The Wedding Cards
The Wedding Cards or Wedding Cards: Jilted is an 1854 oil painting by the English artist John Everett Millais. It shows a woman holding a card in one hand and the envelope in the other, which she rests against her chest. It is a small, intimate painting of a woman against a dark background, like many of the paintings Millais produced in 1854.
The painting
The painting references the Victorian habit of newly-wed couples sending out "wedding cards", to announce that they were "at home" to receive congratulatory visits from friends.

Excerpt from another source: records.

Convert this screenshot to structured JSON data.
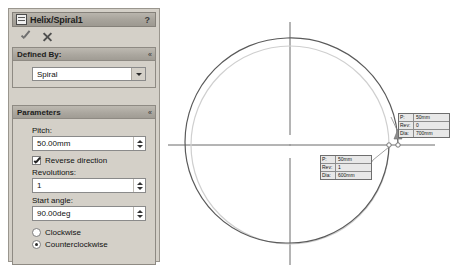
{
  "panel": {
    "title": "Helix/Spiral1",
    "title_icon": "helix-spiral-icon",
    "help_label": "?",
    "accept_icon": "check-icon",
    "cancel_icon": "x-icon",
    "collapse_glyph": "«",
    "groups": {
      "defined_by": {
        "title": "Defined By:",
        "combo_value": "Spiral",
        "combo_options": [
          "Pitch and Revolution",
          "Height and Revolution",
          "Height and Pitch",
          "Spiral"
        ]
      },
      "parameters": {
        "title": "Parameters",
        "pitch_label": "Pitch:",
        "pitch_value": "50.00mm",
        "reverse_label": "Reverse direction",
        "reverse_checked": true,
        "revolutions_label": "Revolutions:",
        "revolutions_value": "1",
        "start_angle_label": "Start angle:",
        "start_angle_value": "90.00deg",
        "direction_options": [
          {
            "label": "Clockwise",
            "selected": false
          },
          {
            "label": "Counterclockwise",
            "selected": true
          }
        ]
      }
    }
  },
  "viewport": {
    "callouts": [
      {
        "name": "callout-outer",
        "rows": [
          {
            "key": "P:",
            "value": "50mm"
          },
          {
            "key": "Rev:",
            "value": "0"
          },
          {
            "key": "Dia:",
            "value": "700mm"
          }
        ]
      },
      {
        "name": "callout-inner",
        "rows": [
          {
            "key": "P:",
            "value": "50mm"
          },
          {
            "key": "Rev:",
            "value": "1"
          },
          {
            "key": "Dia:",
            "value": "600mm"
          }
        ]
      }
    ],
    "colors": {
      "spiral_stroke": "#5a5a5a",
      "circle_stroke": "#c8c8c8",
      "centerline_stroke": "#6b6b6b",
      "leader_stroke": "#8a8a8a"
    }
  }
}
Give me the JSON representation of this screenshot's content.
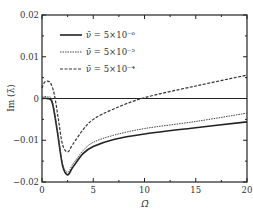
{
  "chart_data": {
    "type": "line",
    "title": "",
    "xlabel": "Ω̄",
    "ylabel": "Im (λ̄)",
    "xlim": [
      0,
      20
    ],
    "ylim": [
      -0.02,
      0.02
    ],
    "xticks": [
      "0",
      "5",
      "10",
      "15",
      "20"
    ],
    "yticks": [
      "0.02",
      "0.01",
      "0",
      "-0.01",
      "-0.02"
    ],
    "grid": false,
    "legend_position": "upper right",
    "series": [
      {
        "name": "ν̄ = 5×10⁻⁶",
        "style": "solid",
        "x": [
          0,
          0.5,
          1,
          1.5,
          2,
          2.5,
          3,
          4,
          5,
          7,
          10,
          15,
          20
        ],
        "y": [
          0.0,
          0.0,
          -0.001,
          -0.008,
          -0.016,
          -0.0183,
          -0.0165,
          -0.0132,
          -0.0115,
          -0.0098,
          -0.0085,
          -0.007,
          -0.0056
        ]
      },
      {
        "name": "ν̄ = 5×10⁻⁵",
        "style": "dotted",
        "x": [
          0,
          0.5,
          1,
          1.5,
          2,
          2.5,
          3,
          4,
          5,
          7,
          10,
          15,
          20
        ],
        "y": [
          0.0005,
          0.0004,
          -0.0005,
          -0.0075,
          -0.0155,
          -0.0177,
          -0.0158,
          -0.0125,
          -0.0105,
          -0.0088,
          -0.0072,
          -0.0055,
          -0.0035
        ]
      },
      {
        "name": "ν̄ = 5×10⁻⁴",
        "style": "dashed",
        "x": [
          0,
          0.3,
          0.8,
          1.2,
          1.6,
          2,
          2.5,
          3,
          4,
          5,
          7,
          10,
          15,
          20
        ],
        "y": [
          0.0025,
          0.004,
          0.0038,
          0.001,
          -0.005,
          -0.011,
          -0.0128,
          -0.011,
          -0.0075,
          -0.005,
          -0.0025,
          0.0002,
          0.003,
          0.0056
        ]
      }
    ]
  },
  "labels": {
    "xlabel": "Ω̄",
    "ylabel": "Im (λ̄)",
    "legend": [
      "ν̄ = 5×10⁻⁶",
      "ν̄ = 5×10⁻⁵",
      "ν̄ = 5×10⁻⁴"
    ],
    "xticks": [
      "0",
      "5",
      "10",
      "15",
      "20"
    ],
    "yticks": [
      "0.02",
      "0.01",
      "0",
      "−0.01",
      "−0.02"
    ]
  }
}
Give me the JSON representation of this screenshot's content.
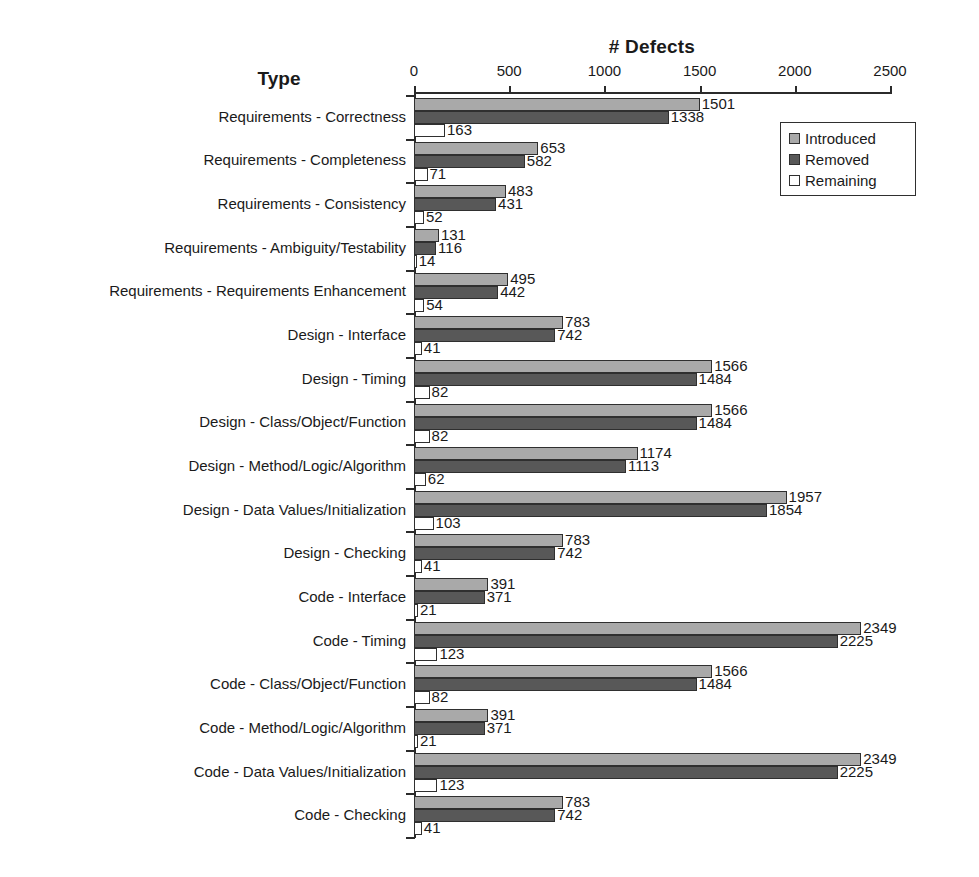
{
  "chart_data": {
    "type": "bar",
    "orientation": "horizontal",
    "title": "# Defects",
    "xlabel": "# Defects",
    "ylabel": "Type",
    "xlim": [
      0,
      2500
    ],
    "xticks": [
      0,
      500,
      1000,
      1500,
      2000,
      2500
    ],
    "xtick_labels": [
      "0",
      "500",
      "1000",
      "1500",
      "2000",
      "2500"
    ],
    "grid": false,
    "legend_position": "top-right",
    "legend": [
      "Introduced",
      "Removed",
      "Remaining"
    ],
    "series": [
      {
        "name": "Introduced",
        "color": "#a9a9a9",
        "values": [
          1501,
          653,
          483,
          131,
          495,
          783,
          1566,
          1566,
          1174,
          1957,
          783,
          391,
          2349,
          1566,
          391,
          2349,
          783
        ]
      },
      {
        "name": "Removed",
        "color": "#585858",
        "values": [
          1338,
          582,
          431,
          116,
          442,
          742,
          1484,
          1484,
          1113,
          1854,
          742,
          371,
          2225,
          1484,
          371,
          2225,
          742
        ]
      },
      {
        "name": "Remaining",
        "color": "#ffffff",
        "values": [
          163,
          71,
          52,
          14,
          54,
          41,
          82,
          82,
          62,
          103,
          41,
          21,
          123,
          82,
          21,
          123,
          41
        ]
      }
    ],
    "categories": [
      "Requirements - Correctness",
      "Requirements - Completeness",
      "Requirements - Consistency",
      "Requirements - Ambiguity/Testability",
      "Requirements - Requirements Enhancement",
      "Design - Interface",
      "Design - Timing",
      "Design - Class/Object/Function",
      "Design - Method/Logic/Algorithm",
      "Design - Data Values/Initialization",
      "Design - Checking",
      "Code - Interface",
      "Code - Timing",
      "Code - Class/Object/Function",
      "Code - Method/Logic/Algorithm",
      "Code - Data Values/Initialization",
      "Code - Checking"
    ]
  },
  "axis_title": "# Defects",
  "type_header": "Type"
}
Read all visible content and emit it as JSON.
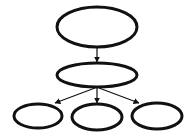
{
  "diagram": {
    "type": "tree",
    "width": 195,
    "height": 140,
    "background": "#ffffff",
    "stroke_color": "#111111",
    "nodes": [
      {
        "id": "root",
        "label": "",
        "cx": 97,
        "cy": 27,
        "rx": 40,
        "ry": 20
      },
      {
        "id": "middle",
        "label": "",
        "cx": 97,
        "cy": 75,
        "rx": 40,
        "ry": 12
      },
      {
        "id": "child-left",
        "label": "",
        "cx": 38,
        "cy": 116,
        "rx": 24,
        "ry": 12
      },
      {
        "id": "child-center",
        "label": "",
        "cx": 97,
        "cy": 117,
        "rx": 25,
        "ry": 13
      },
      {
        "id": "child-right",
        "label": "",
        "cx": 157,
        "cy": 116,
        "rx": 25,
        "ry": 13
      }
    ],
    "edges": [
      {
        "from": "root",
        "to": "middle",
        "x1": 97,
        "y1": 47,
        "x2": 97,
        "y2": 62
      },
      {
        "from": "middle",
        "to": "child-left",
        "x1": 95,
        "y1": 88,
        "x2": 55,
        "y2": 103
      },
      {
        "from": "middle",
        "to": "child-center",
        "x1": 97,
        "y1": 88,
        "x2": 97,
        "y2": 103
      },
      {
        "from": "middle",
        "to": "child-right",
        "x1": 99,
        "y1": 88,
        "x2": 139,
        "y2": 103
      }
    ]
  }
}
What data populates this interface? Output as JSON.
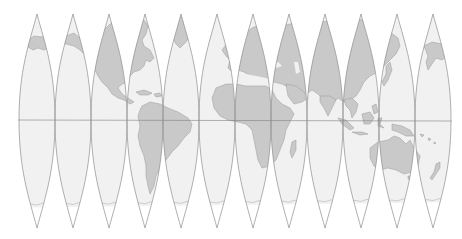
{
  "map": {
    "type": "interrupted globe gores",
    "gore_count": 12,
    "gore_width_deg": 30,
    "colors": {
      "ocean": "#f1f1f1",
      "land": "#c9c9c9",
      "outline": "#8e8e8e",
      "polar_cap": "#ffffff",
      "background": "#ffffff"
    },
    "features": {
      "equator": "horizontal line across all gores",
      "regions_left_to_right": [
        "Alaska / North Pacific",
        "Western Canada",
        "North America / Mexico",
        "Eastern North America / Caribbean / South America",
        "Greenland / Atlantic / South America",
        "Western Europe / West Africa",
        "Europe / Mediterranean / Africa",
        "Middle East / East Africa / Madagascar",
        "Central Asia / India",
        "East Asia / Southeast Asia / Indonesia",
        "Japan / Australia / Melanesia",
        "Eastern Siberia / New Zealand / Pacific"
      ]
    }
  }
}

Christopher Newall writes of the pose: "...her ringless left hand symbolically clasped to her heart, together with her sad expression, suggest all is not well."The painting was first exhibited at the Liverpool Academy of Arts in 1854. It was bought by John Miller, a Liverpool-based Scottish collector of Pre-Raphaelite works, and in 1857 Miller lent it to the exhibition of Pre-Raphaelite art in Russell Place in London. In 1858 The Wedding Cards was included in the sale of Miller's art collection. In 1862 it was included in a sale of the collection of Thomas Plint, who had died the year before, where it sold for 120 guineas.
The picture has changed hands at least eleven times since it was painted. London West End art dealer Thomas Agnew & Sons has bought the painting four times: twice in the 1800s and twice in the 1900s.
The painting was sold by Christie's on 6 June 1958 for 280 guineas. It was sold again by Christie's in London on 5 June 2008, on behalf of the estate of Lord Blackford (Keith Alexander Henry Mason, 3rd Baron Blackford), who died in April 1977. It is now in a private collection.